On May 12 Matthew Byng-Maddick wrote:

>On Tue, May 11, 2004 at 04:23:52PM -0700, Tor Slettnes wrote:
>> 20s at the MAIL FROM: command, 20s at RCPT TO:, and 20s after DATA,
>                                                  ^^^^^^^^^^^^^^^^^^^
>You shouldn't do this. It has no useful effect, (because they've already
>sent the mail), and might potentially cause duplicate mail.


No no no Mr RFC.. Delays after DATA are working just fine on our mailer.
Yes there is a chance of duplicate mail iff the client MTA doesn't follow
RFC2821. 20s is well under 10m, and all MTAs ought to be well-connected.

However, in practice it cuts large volumes of spam on our relay, so even
if it's not the most polite thing you can do[1], it is what makes my users
happiest. Our delays have cut spam by over 90% and are saving lots of our
staff and students some time every day. All this in return for going
against the grain of an ancient RFC written before spam existed..

Sometimes content examination alone flags things as spam, so you can't
delay before DATA for machines which haven't been blacklisted/odd
HELOs/blacklisted return-paths/etc.. yet.

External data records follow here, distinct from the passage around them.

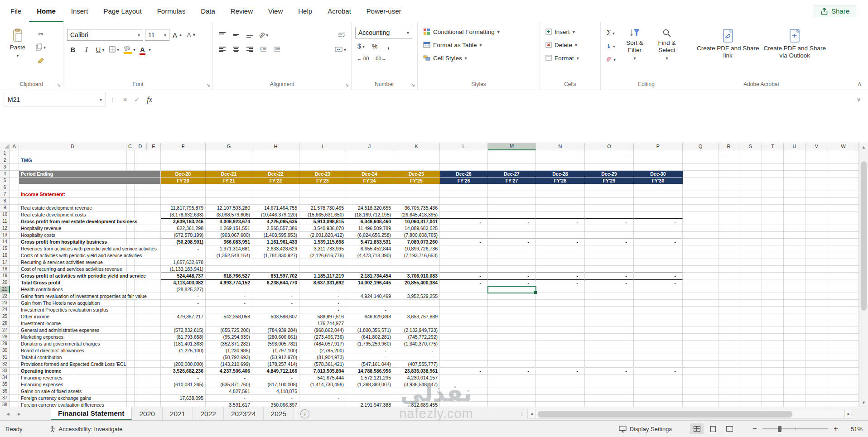  I want to click on cell-I36: -, so click(323, 391).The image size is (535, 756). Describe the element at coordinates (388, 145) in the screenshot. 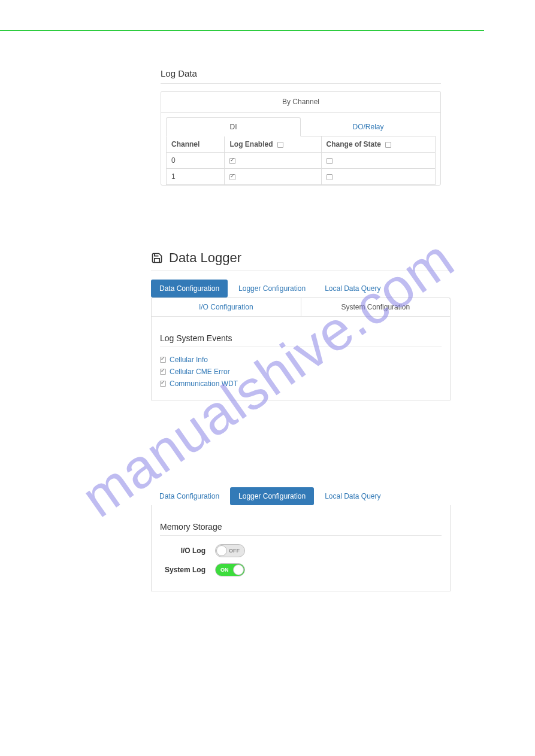

I see `change-of-state-header-checkbox` at that location.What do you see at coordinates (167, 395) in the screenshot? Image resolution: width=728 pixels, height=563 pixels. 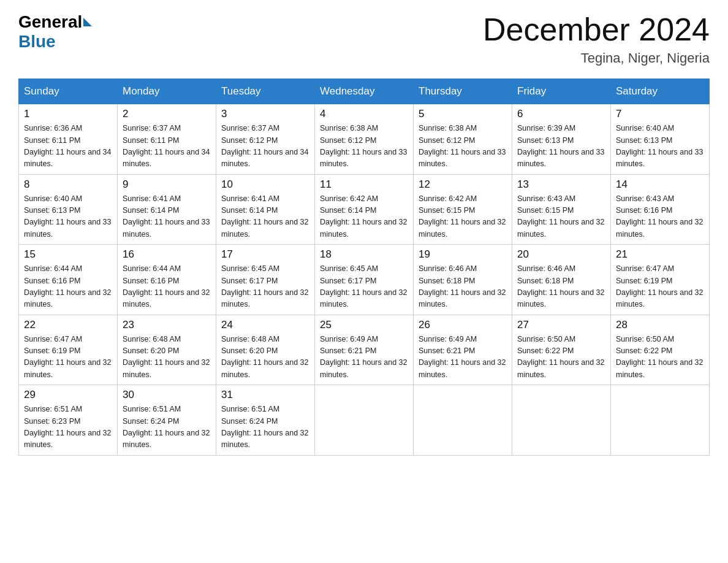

If RFCs are sacred, let's get this one changed! Remember when Bill Gates
came up with the revolutionary idea of making spamming harder by making
the client MTA do some work?
    http://news.bbc.co.uk/1/hi/business/3426367.stm
Delays in the SMTP conversation are a rather similar principle, but using
existing technology (so he can't make any money out of that particular
proposed bastardisation!). Spammers (or their compromised MTAs) have a
limited number of TCP ports and processes, and for as long as spam relies
on being able to inject an unusually large number of messages in an
unusually short time, these delays are a wonderful tactic.